The suburban shift: Where Houston’s inventory and demand are actually concentrating in 2026

by Houston Agent

On paper, the Houston housing market has finally settled down. Inventory has leveled off, prices have stopped swinging, and analysts are calling the metro balanced for the first time in years. Agents who work this market daily know better than to take that word at face value. Houston is not one market. It is a collection of submarkets moving at very different speeds, and the distance between where inventory is accumulating and where demand is concentrating shapes nearly every pricing conversation an agent will have this year. 

The metro numbers do look steady. According to HAR, pending single-family sales climbed 5.8% year over year in May to 9,172 contracts, the strongest contract activity since May 2022, while inventory held at a 5.1 months supply, and the median price stayed statistically flat at $340,000. Days on market ticked up from 51 to 54. Taken together, that is the profile of a market in equilibrium, with buyers active but no longer desperate. 

Zoom in on the city itself and the picture sharpens. Movoto’s Houston market trends data shows a median list price of $325,000 in June, with 17,577 active listings and homes averaging 53 days on market compared to 46 a year earlier. Nearly 2,900 of those listings have taken a price reduction, a sign that a meaningful share of sellers priced for the market they remember rather than the one in front of them. At $177 per square foot, the city remains one of the more affordable major metros in the country, which is precisely what keeps its relocation pipeline full. 

The demand side of that pipeline is not spreading evenly. It is pouring into a handful of corridors, and the far west is absorbing the largest share. Census Bureau estimates released in May ranked Fulshear as the second fastest-growing city in the entire country, with its population up 21% in a single year. That growth radiates through the Katy and Fort Bend corridor, where master-planned communities continue to open new sections and where school district reputation does much of the selling. Similar, if less dramatic, momentum is visible north along the Grand Parkway in Conroe and Montgomery County and northwest through Cypress. 

Those same corridors are where new construction is concentrated, and that has real consequences for resale sellers. The Texas Housing Insight report from the Texas Real Estate Research Center at Texas A&M notes that Houston’s active inventory is up 9.8% year over year, and that the price gap between a median-priced new build and a median-priced resale home has narrowed to an all-time low of $15,500 statewide. A resale listing in a builder-heavy submarket is no longer competing with the house down the street. It is competing with a brand new home, an incentive package and a rate buydown funded by the builder. 

For agents, the practical takeaway is that metro averages have become almost useless as a pricing compass. A days-on-market figure that blends the Heights with Baytown, or Sugar Land with Greenspoint, tells a seller very little about what will happen to their listing. Buyers certainly are not shopping that way. Relocation and move-up clients now arrive having already compared submarkets side by side, often after weeks spent browsing homes for sale in Houston and its suburbs online, and they walk into showings knowing exactly how a list price stacks up against the neighborhood median. 

The agents winning listings in this environment are the ones who bring submarket data to the table. That means pulling comps at the neighborhood level rather than the ZIP code level, tracking price reductions in the immediate area as a leading indicator and being candid with sellers in builder-heavy corridors about the competition two streets over. Houston’s suburban shift is not a temporary distortion. It is the market’s new shape, and the agents who price to it, rather than to the metro average, will be the ones whose listings actually move.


[REQUIRED WORK] Will you extract the entries word for word? Images should not appear in the copy.
------------------------------
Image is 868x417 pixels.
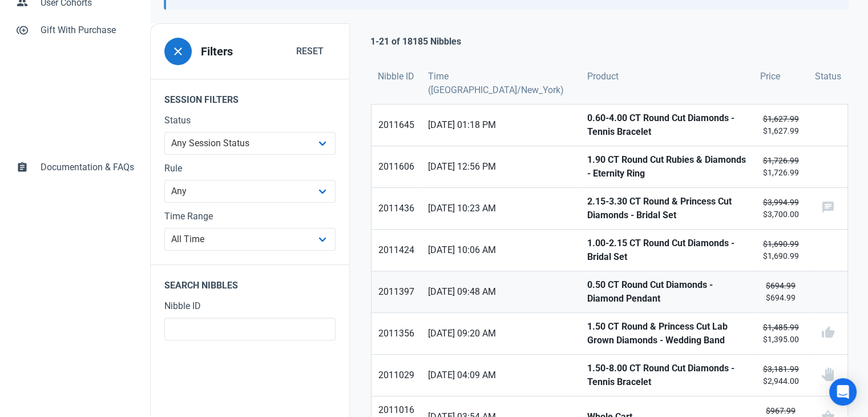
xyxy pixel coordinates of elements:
[16,160,28,172] span: assignment
[164,210,335,223] label: Time Range
[421,354,579,396] a: [DATE] 04:09 AM
[760,238,801,262] small: $1,690.99
[580,188,753,229] a: 2.15-3.30 CT Round & Princess Cut Diamonds - Bridal Set
[421,104,579,146] a: [DATE] 01:18 PM
[580,229,753,271] a: 1.00-2.15 CT Round Cut Diamonds - Bridal Set
[296,44,324,58] span: Reset
[587,153,746,180] strong: 1.90 CT Round Cut Rubies & Diamonds - Eternity Ring
[762,239,798,248] s: $1,690.99
[150,79,349,114] legend: Session Filters
[201,45,233,58] h3: Filters
[428,327,573,341] span: [DATE] 09:20 AM
[580,354,753,396] a: 1.50-8.00 CT Round Cut Diamonds - Tennis Bracelet
[421,146,579,188] a: [DATE] 12:56 PM
[164,161,335,175] label: Rule
[762,322,798,331] s: $1,485.99
[9,16,141,44] a: control_point_duplicateGift With Purchase
[587,278,746,305] strong: 0.50 CT Round Cut Diamonds - Diamond Pendant
[587,111,746,139] strong: 0.60-4.00 CT Round Cut Diamonds - Tennis Bracelet
[421,313,579,354] a: [DATE] 09:20 AM
[378,70,414,83] span: Nibble ID
[9,154,141,181] a: assignmentDocumentation & FAQs
[16,23,28,35] span: control_point_duplicate
[580,313,753,354] a: 1.50 CT Round & Princess Cut Lab Grown Diamonds - Wedding Band
[753,146,808,188] a: $1,726.99$1,726.99
[421,229,579,271] a: [DATE] 10:06 AM
[40,23,134,37] span: Gift With Purchase
[171,44,185,58] span: close
[587,236,746,264] strong: 1.00-2.15 CT Round Cut Diamonds - Bridal Set
[421,271,579,313] a: [DATE] 09:48 AM
[753,271,808,313] a: $694.99$694.99
[428,202,573,215] span: [DATE] 10:23 AM
[164,299,335,313] label: Nibble ID
[762,156,798,165] s: $1,726.99
[284,40,335,63] button: Reset
[820,326,834,339] span: thumb_up
[762,114,798,123] s: $1,627.99
[372,188,421,229] a: 2011436
[753,188,808,229] a: $3,994.99$3,700.00
[587,70,619,83] span: Product
[372,354,421,396] a: 2011029
[760,197,801,220] small: $3,700.00
[808,188,847,229] a: chat
[371,35,461,49] p: 1-21 of 18185 Nibbles
[40,160,134,174] span: Documentation & FAQs
[428,243,573,257] span: [DATE] 10:06 AM
[760,364,801,387] small: $2,944.00
[580,146,753,188] a: 1.90 CT Round Cut Rubies & Diamonds - Eternity Ring
[428,285,573,299] span: [DATE] 09:48 AM
[766,281,796,290] s: $694.99
[428,118,573,132] span: [DATE] 01:18 PM
[815,70,841,83] span: Status
[829,378,856,405] div: Open Intercom Messenger
[372,104,421,146] a: 2011645
[587,195,746,222] strong: 2.15-3.30 CT Round & Princess Cut Diamonds - Bridal Set
[753,313,808,354] a: $1,485.99$1,395.00
[820,367,834,381] img: status_user_offer_unavailable.svg
[766,406,796,415] s: $967.99
[587,361,746,389] strong: 1.50-8.00 CT Round Cut Diamonds - Tennis Bracelet
[762,364,798,373] s: $3,181.99
[372,229,421,271] a: 2011424
[753,104,808,146] a: $1,627.99$1,627.99
[760,155,801,178] small: $1,726.99
[372,313,421,354] a: 2011356
[372,146,421,188] a: 2011606
[753,229,808,271] a: $1,690.99$1,690.99
[428,160,573,174] span: [DATE] 12:56 PM
[760,70,780,83] span: Price
[421,188,579,229] a: [DATE] 10:23 AM
[762,197,798,206] s: $3,994.99
[372,271,421,313] a: 2011397
[760,322,801,345] small: $1,395.00
[580,104,753,146] a: 0.60-4.00 CT Round Cut Diamonds - Tennis Bracelet
[428,368,573,382] span: [DATE] 04:09 AM
[808,313,847,354] a: thumb_up
[760,280,801,303] small: $694.99
[753,354,808,396] a: $3,181.99$2,944.00
[580,271,753,313] a: 0.50 CT Round Cut Diamonds - Diamond Pendant
[164,38,192,65] button: close
[587,320,746,347] strong: 1.50 CT Round & Princess Cut Lab Grown Diamonds - Wedding Band
[428,70,573,97] span: Time ([GEOGRAPHIC_DATA]/New_York)
[150,264,349,299] legend: Search Nibbles
[760,113,801,137] small: $1,627.99
[164,114,335,127] label: Status
[820,201,834,214] span: chat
------------------------------
[WRITTEN SOLUTION]
Image is 868x417 pixels.
xyxy pixel coordinates of elements:
[16,160,28,172] span: assignment
[164,210,335,223] label: Time Range
[421,354,579,396] a: [DATE] 04:09 AM
[760,238,801,262] small: $1,690.99
[580,188,753,229] a: 2.15-3.30 CT Round & Princess Cut Diamonds - Bridal Set
[421,104,579,146] a: [DATE] 01:18 PM
[580,229,753,271] a: 1.00-2.15 CT Round Cut Diamonds - Bridal Set
[296,44,324,58] span: Reset
[587,153,746,180] strong: 1.90 CT Round Cut Rubies & Diamonds - Eternity Ring
[762,239,798,248] s: $1,690.99
[150,79,349,114] legend: Session Filters
[201,45,233,58] h3: Filters
[428,327,573,341] span: [DATE] 09:20 AM
[580,354,753,396] a: 1.50-8.00 CT Round Cut Diamonds - Tennis Bracelet
[421,146,579,188] a: [DATE] 12:56 PM
[164,161,335,175] label: Rule
[762,322,798,331] s: $1,485.99
[9,16,141,44] a: control_point_duplicateGift With Purchase
[587,278,746,305] strong: 0.50 CT Round Cut Diamonds - Diamond Pendant
[587,111,746,139] strong: 0.60-4.00 CT Round Cut Diamonds - Tennis Bracelet
[421,313,579,354] a: [DATE] 09:20 AM
[378,70,414,83] span: Nibble ID
[9,154,141,181] a: assignmentDocumentation & FAQs
[16,23,28,35] span: control_point_duplicate
[580,313,753,354] a: 1.50 CT Round & Princess Cut Lab Grown Diamonds - Wedding Band
[753,146,808,188] a: $1,726.99$1,726.99
[421,229,579,271] a: [DATE] 10:06 AM
[40,23,134,37] span: Gift With Purchase
[171,44,185,58] span: close
[587,236,746,264] strong: 1.00-2.15 CT Round Cut Diamonds - Bridal Set
[421,271,579,313] a: [DATE] 09:48 AM
[753,271,808,313] a: $694.99$694.99
[428,202,573,215] span: [DATE] 10:23 AM
[164,299,335,313] label: Nibble ID
[762,156,798,165] s: $1,726.99
[284,40,335,63] button: Reset
[820,326,834,339] span: thumb_up
[762,114,798,123] s: $1,627.99
[372,188,421,229] a: 2011436
[753,188,808,229] a: $3,994.99$3,700.00
[587,70,619,83] span: Product
[372,354,421,396] a: 2011029
[760,197,801,220] small: $3,700.00
[808,188,847,229] a: chat
[371,35,461,49] p: 1-21 of 18185 Nibbles
[40,160,134,174] span: Documentation & FAQs
[428,243,573,257] span: [DATE] 10:06 AM
[760,364,801,387] small: $2,944.00
[580,146,753,188] a: 1.90 CT Round Cut Rubies & Diamonds - Eternity Ring
[428,285,573,299] span: [DATE] 09:48 AM
[766,281,796,290] s: $694.99
[428,118,573,132] span: [DATE] 01:18 PM
[815,70,841,83] span: Status
[829,378,856,405] div: Open Intercom Messenger
[372,104,421,146] a: 2011645
[587,195,746,222] strong: 2.15-3.30 CT Round & Princess Cut Diamonds - Bridal Set
[753,313,808,354] a: $1,485.99$1,395.00
[820,367,834,381] img: status_user_offer_unavailable.svg
[766,406,796,415] s: $967.99
[587,361,746,389] strong: 1.50-8.00 CT Round Cut Diamonds - Tennis Bracelet
[762,364,798,373] s: $3,181.99
[372,229,421,271] a: 2011424
[753,104,808,146] a: $1,627.99$1,627.99
[760,155,801,178] small: $1,726.99
[372,313,421,354] a: 2011356
[372,146,421,188] a: 2011606
[753,229,808,271] a: $1,690.99$1,690.99
[428,160,573,174] span: [DATE] 12:56 PM
[760,70,780,83] span: Price
[421,188,579,229] a: [DATE] 10:23 AM
[762,197,798,206] s: $3,994.99
[372,271,421,313] a: 2011397
[760,322,801,345] small: $1,395.00
[580,104,753,146] a: 0.60-4.00 CT Round Cut Diamonds - Tennis Bracelet
[428,368,573,382] span: [DATE] 04:09 AM
[808,313,847,354] a: thumb_up
[760,280,801,303] small: $694.99
[753,354,808,396] a: $3,181.99$2,944.00
[580,271,753,313] a: 0.50 CT Round Cut Diamonds - Diamond Pendant
[164,38,192,65] button: close
[587,320,746,347] strong: 1.50 CT Round & Princess Cut Lab Grown Diamonds - Wedding Band
[428,70,573,97] span: Time ([GEOGRAPHIC_DATA]/New_York)
[150,264,349,299] legend: Search Nibbles
[760,113,801,137] small: $1,627.99
[164,114,335,127] label: Status
[820,201,834,214] span: chat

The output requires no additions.